Job-Creation No Free Pass
This article was first published by the News and Observer on June 2013.
I’m so sick of the ‘jobs argument’.
Sure, it’s a huge development in a heavily forested area on the edge of a lake that is a water source, and, yes, up to 70% of this forest will be replaced with impervious roads and roofs. But we assure you that the polluted rain running off this development will be treated using the most advanced technology (omission: ‘in studies supported, at least indirectly, by development interests). Besides, this development will create a couple thousand jobs (omission: ‘based on our biased projections and mostly providing short-term employment to people who don’t live here’). And just think of the additional tax revenue...
Yes, this fertilizer plant (or bio-lab, off-shore oil site, fracking, etc.) may potentially be toxic (omission: potentially = inevitably), but we will take every security and environmental measure (omission: ‘that we know of’) to ensure there will never be a malfunction. Besides, think of the hundreds of jobs that will not be generated if this plant is not constructed.

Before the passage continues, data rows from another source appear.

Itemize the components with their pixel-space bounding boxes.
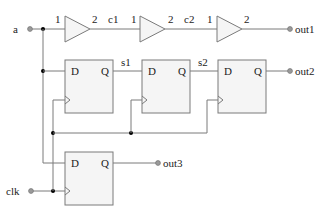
output-out2-label: out2 [295,65,315,77]
buffer-3[interactable] [217,16,242,42]
wire-clk-ff2 [131,100,142,133]
wire-a-trunk [43,29,65,163]
net-s2-label: s2 [198,56,208,68]
flipflop-4-q: Q [101,157,109,169]
buffer-2-out-pin: 2 [168,13,174,25]
output-out1-label: out1 [295,23,315,35]
output-out3-terminal[interactable] [156,161,161,166]
buffer-2-in-pin: 1 [131,13,137,25]
flipflop-2-d: D [148,65,156,77]
flipflop-1-d: D [71,65,79,77]
buffer-1-in-pin: 1 [55,13,61,25]
net-c2-label: c2 [184,13,194,25]
input-a-terminal[interactable] [28,27,33,32]
buffer-3-in-pin: 1 [207,13,213,25]
input-clk-label: clk [6,185,20,197]
buffer-1[interactable] [65,16,90,42]
flipflop-2-q: Q [178,65,186,77]
flipflop-3-q: Q [254,65,262,77]
flipflop-3-d: D [224,65,232,77]
buffer-3-out-pin: 2 [244,13,250,25]
net-c1-label: c1 [108,13,118,25]
output-out1-terminal[interactable] [288,27,293,32]
input-clk-terminal[interactable] [29,189,34,194]
wire-clk-ff3 [207,100,218,133]
output-out3-label: out3 [163,157,183,169]
input-a-label: a [13,23,18,35]
net-s1-label: s1 [121,56,131,68]
buffer-2[interactable] [140,16,165,42]
flipflop-4-d: D [71,157,79,169]
flipflop-1-q: Q [101,65,109,77]
output-out2-terminal[interactable] [288,69,293,74]
buffer-1-out-pin: 2 [92,13,98,25]
circuit-diagram: a 1 2 c1 1 2 c2 1 2 out1 D Q s1 D Q s2 D… [0,0,324,216]
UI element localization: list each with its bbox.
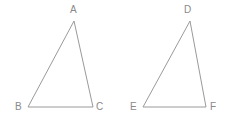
vertex-label-a: A bbox=[70, 5, 77, 15]
diagram-canvas: A B C D E F bbox=[0, 0, 227, 124]
triangle-def-shape bbox=[143, 21, 206, 107]
vertex-label-d: D bbox=[184, 5, 191, 15]
vertex-label-f: F bbox=[210, 102, 216, 112]
triangle-abc-shape bbox=[28, 21, 93, 107]
geometry-figure bbox=[0, 0, 227, 124]
vertex-label-b: B bbox=[15, 102, 22, 112]
vertex-label-e: E bbox=[130, 102, 137, 112]
vertex-label-c: C bbox=[96, 102, 103, 112]
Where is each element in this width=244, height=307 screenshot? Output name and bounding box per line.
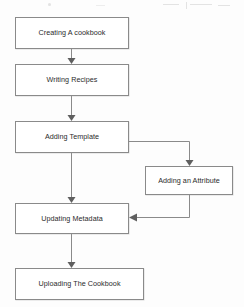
scan-artifact bbox=[186, 2, 187, 9]
flow-node-label: Writing Recipes bbox=[47, 76, 98, 84]
edge-template-to-attribute bbox=[129, 142, 194, 167]
scan-artifact bbox=[163, 4, 179, 5]
flow-node-adding-attribute[interactable]: Adding an Attribute bbox=[145, 166, 233, 195]
flow-node-writing-recipes[interactable]: Writing Recipes bbox=[15, 64, 129, 96]
flow-node-updating-metadata[interactable]: Updating Metadata bbox=[15, 203, 129, 234]
flowchart-canvas: Creating A cookbook Writing Recipes Addi… bbox=[0, 0, 244, 307]
edge-template-to-metadata bbox=[68, 153, 76, 203]
edge-creating-to-writing bbox=[68, 49, 76, 64]
scan-artifact bbox=[218, 5, 230, 6]
edge-attribute-to-metadata bbox=[129, 195, 190, 222]
flow-node-label: Uploading The Cookbook bbox=[38, 280, 120, 288]
flow-node-label: Adding Template bbox=[45, 133, 99, 141]
scan-artifact bbox=[190, 4, 212, 5]
flow-node-uploading-cookbook[interactable]: Uploading The Cookbook bbox=[15, 268, 144, 300]
flow-node-adding-template[interactable]: Adding Template bbox=[15, 121, 129, 153]
edge-writing-to-template bbox=[68, 96, 76, 121]
flow-node-label: Creating A cookbook bbox=[39, 29, 106, 37]
scan-artifact bbox=[48, 3, 51, 6]
flow-node-label: Adding an Attribute bbox=[158, 176, 220, 184]
edge-metadata-to-uploading bbox=[68, 234, 76, 268]
flow-node-creating-cookbook[interactable]: Creating A cookbook bbox=[15, 17, 129, 49]
flow-node-label: Updating Metadata bbox=[41, 214, 103, 222]
scan-artifact bbox=[96, 5, 105, 6]
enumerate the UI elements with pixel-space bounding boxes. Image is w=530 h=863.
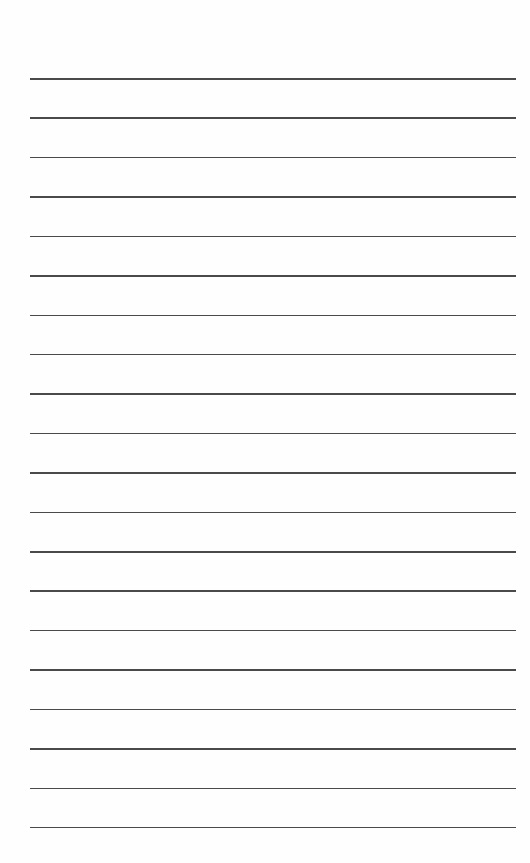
ruled-line bbox=[30, 669, 516, 671]
ruled-line bbox=[30, 315, 516, 317]
ruled-line bbox=[30, 630, 516, 632]
ruled-line bbox=[30, 827, 516, 829]
ruled-line bbox=[30, 157, 516, 159]
lined-paper-page bbox=[0, 0, 530, 863]
ruled-line bbox=[30, 393, 516, 395]
ruled-line bbox=[30, 275, 516, 277]
ruled-line bbox=[30, 433, 516, 435]
ruled-line bbox=[30, 196, 516, 198]
ruled-line bbox=[30, 709, 516, 711]
ruled-line bbox=[30, 512, 516, 514]
ruled-line bbox=[30, 117, 516, 119]
ruled-line bbox=[30, 551, 516, 553]
ruled-line bbox=[30, 472, 516, 474]
ruled-line bbox=[30, 590, 516, 592]
ruled-line bbox=[30, 354, 516, 356]
ruled-line bbox=[30, 78, 516, 80]
ruled-line bbox=[30, 748, 516, 750]
ruled-line bbox=[30, 788, 516, 790]
ruled-line bbox=[30, 236, 516, 238]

Sure, the automotive industry has made a lot of bad decisions, not the least of which is ignoring market demand for increased gas mileage. But we can’t let an American company that employs 200,000 people world-wide (omission: ‘approximately 70 percent of which are hourly’) go under! The unemployment rate will go through the roof!
On the other hand...
If we legalized crack and heroine, we could create tens of thousands of jobs overnight. Sure, these drugs are heavily addictive and can be toxic and deadly, but just imagine all the jobs (and tax revenue) that would be created if they were legalized. And we’d be getting jobs to the people who need them most – those with (or on the path to) criminal records. In addition to eliminating the immense cost of policing drug dealers, traffickers, consumers, etc., we’ll go from spending over $20,000 dollars/year imprisoning them to collecting taxes from their gainful employment. Lord knows how much tax revenue we could create by taxing the production, transportation and sale of these drugs.
Since when did job creation trump all other valid concerns?
We’d create a heck of a lot more jobs by turning our prison system into a valid citizen rehabilitation system, whereby at least nonviolent offenders receive education, practical work experience and counseling, so that they come out with legal survival tools and the means to become healthy and productive citizens. Rather than bare-bones probation, they should get out-patient counseling and ongoing assistance with finding places to eat, sleep and work. Incidentally, making good on the SouthPoint-Auto-Park developer’s original promise of a job-training center would be a good step in this direction.
We’d create a heck of a lot more jobs by limiting the work-week (to 40 or even 50 hours) for salaried employees, so that big, top-heavy companies were forced to hire the manpower that is actually required for their operations. Shoot, we could start even smaller, by offering appropriate maternity and paternity leave for all employees (hourly and salaried) and requiring companies to pay employees when they serve jury duty, so people might actually do their civic duty rather than do everything in their power to avoid it (this would benefit our most vulnerable citizens as well – those who are on trial).
In these cases, job-creation is a very beneficial side-effect, but the true impetus is salving the human soul.
Would this reduce upper and upper-middle-class salaries? Sure it would. But do people really need new wardrobes every season and new, expensive gadgets every Christmas, particularly when others can’t even get food on the table?
‘But the costs would be prohibitive’ say the capitalist job creators, ‘while our projects will generate jobs and tax revenue right now’. They seem to have a point. But when the deleterious side effects of the arguments above actually come to fruition (and history has proven that, more often than not, they eventually do – often with catastrophic consequences), it will cost taxpayers far more than the revenue generated by the job- creation arguments above.
When I hear a lot of ifs and buts, my red flag goes up. If someone is asking me to make a bunch of concessions, it’s another red flag. And if the argument doesn’t make sense when applied to other situations, then how can we not question the rationale?
“It’s not that simple,” I hear people saying. “Ethics are not black and white.”
To that, I insist that our ethics would be a lot clearer if we stopped allowing financial interests to muddy the water.